Colorado committee rejects curriculum transparency bill

Imagine depicts books on shelves in a school library.
Conservative activists are pushing curriculum transparency legislation in more than a dozen states. (Helen H. Richardson / The Denver Post)

Colorado Democrats voted down a bill that would have required school districts to make all learning materials readily available to parents and made it easier for parents to raise objections about topics they deemed controversial.

Members of the House Education Committee said Thursday that they believe most teachers and school districts already make such information available to parents and disagreements can be handled at the local level without new laws. 

“For 20 years I had parents come in and ask me what we were reading and I would show them, give them a book, let them take it home and read it,” said state Rep. Barbara McLachlan, a Durango Democrat and retired English teacher. “Most teachers welcome it. There aren’t enough parents who go in and talk to a teacher.” 

McLachlan apologized to parents who told lawmakers their concerns had been brushed off and urged them to keep working in their local communities.

“I think transparency is valuable, and I think parent involvement is valuable,” McLachlan said. “Parents who are concerned need to go to their district and not the state.”

The Republican-backed bill was similar to legislation being run in more than a dozen states. National conservative activists identified curriculum transparency policies as a way to challenge how schools teach topics like race, gender, and American history. Supporters of the Colorado bill said it would also give parents more tools to help with homework and open conversations with educators. 

Bill sponsor state Rep. Tim Geitner, an El Paso County Republican, amended the proposal in committee to remove the requirement to post all teaching materials online at the start of the school year. Instead, school districts would have to make all teaching materials readily available and respond to a request to see them within seven days. 
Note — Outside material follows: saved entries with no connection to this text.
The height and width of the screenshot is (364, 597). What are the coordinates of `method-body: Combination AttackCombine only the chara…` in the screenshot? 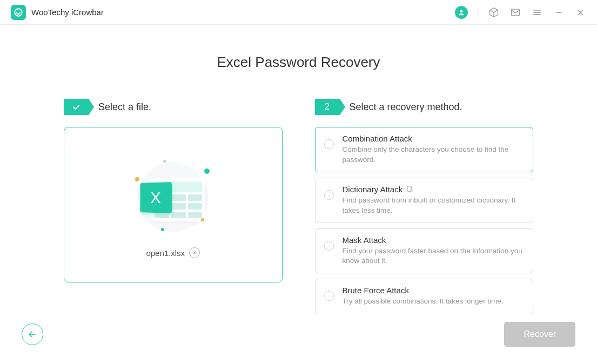 It's located at (433, 150).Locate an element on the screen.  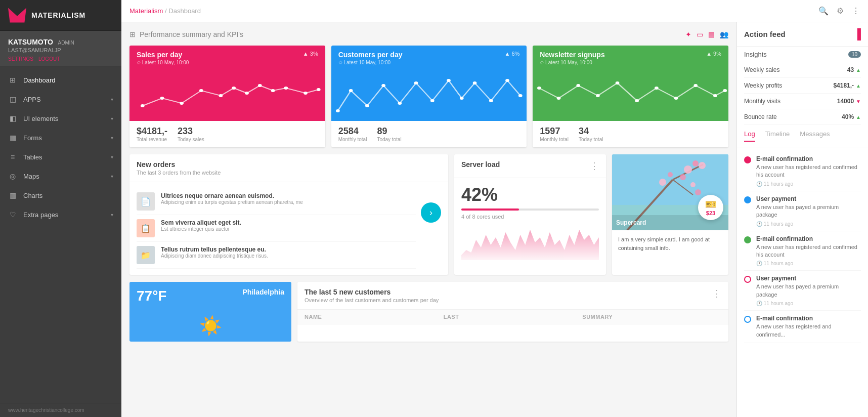
kpi-stat-revenue-label: Total revenue is located at coordinates (152, 140).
The bill also would have covered nonacademic surveys, such as Healthy Kids and other surveys of student well-being, teacher training materials, and information about electronic devices and software used by students. It also would have required districts that adopt controversial topics policies — as many already do — to have a clear way for parents to report violations.
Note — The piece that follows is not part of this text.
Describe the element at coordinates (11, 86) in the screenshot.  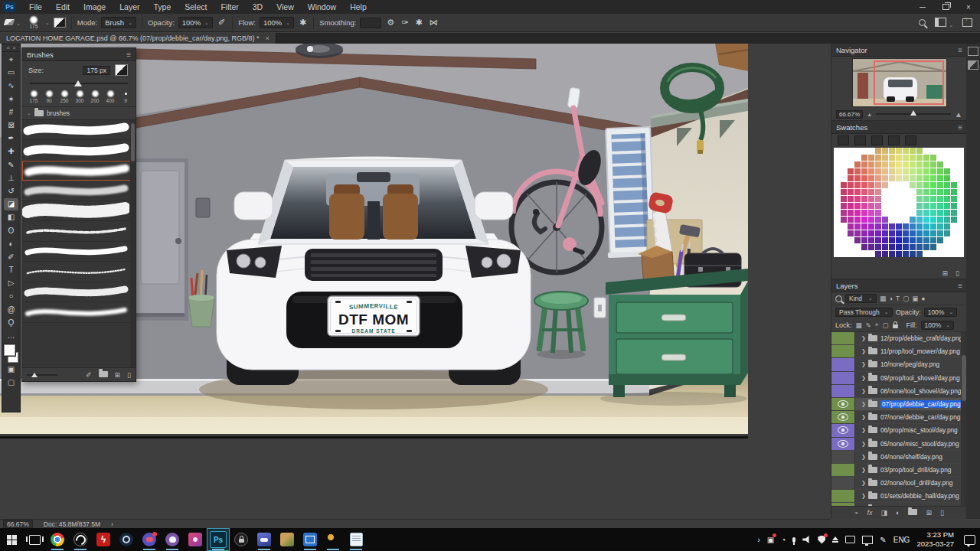
I see `lasso-tool: ∿` at that location.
Several parents told the committee about times their children were exposed to difficult or sensitive topics in ways they thought were inappropriate.

Erin Lee said her elementary-age daughter was invited to an after school art club where a speaker broached topics of gender identity and sexuality, told students their parents weren’t safe, and invited them to keep in touch with the speaker on a chat app.

Sherri Yockey said she was refused when she wanted to review a presentation on sexual assault and consent because her adopted children had been through past traumatic experiences. She was also denied when she asked for a lesson on the Russian Revolution to help one child study for a test.

Republicans on the education committee said parents need additional protections when schools aren’t forthcoming.

“The authority doesn’t lie with another person. It lies with the parent,” said state Rep. Mark Baisley of Roxborough. “And the only way that gets talked through is if the education community is willing to talk that through.”

But other parents raised fears that schools would change how they approach important topics.

Deronn Turner said she’s had to fight for information about her children’s education, but as a Black mother of four Black children, she worries about what wouldn’t get taught if schools felt subject to more intense scrutiny, including from people outside the school community.

“Being a person of color, I look at controversy in a different way,” she said. “Right now in this country, teaching Black history is controversial. Children should be able to learn about themselves in school, and teachers should not be restricted or censored because if students don’t learn about those things, we’re doomed to repeat things.”

Lauren Sorensen, a former Tennessee teacher, said the bill represented a dangerous first step that would leave teachers fearful of “being reported by Moms for Liberty bounty hunters.” She was referring to a conservative group that’s objected to teaching the story of Ruby Bridges, who integrated a New Orleans elementary school as a young girl, among other topics.

“I just moved here from Tennessee where they do ban books, and I know what censorship looks like in the beginning,” she said.

The bill faced opposition from school districts, rural schools, teachers unions, and progressive education advocacy groups.

“Teaching would be impossible if every parent were directing the instruction of every child differently,” said Amie Baca-Oehlert, president of the Colorado Education Association.

The bill was part of Republican lawmakers’ “Commitment to Colorado” legislative agenda that includes expanding parental rights in education. 

On Thursday, the House Education Committee rejected two other bills from that agenda, also on party-line votes. One would have allowed parents to petition for changes at low-performing schools and the other would have provided parents with tax money to enroll their child in another school.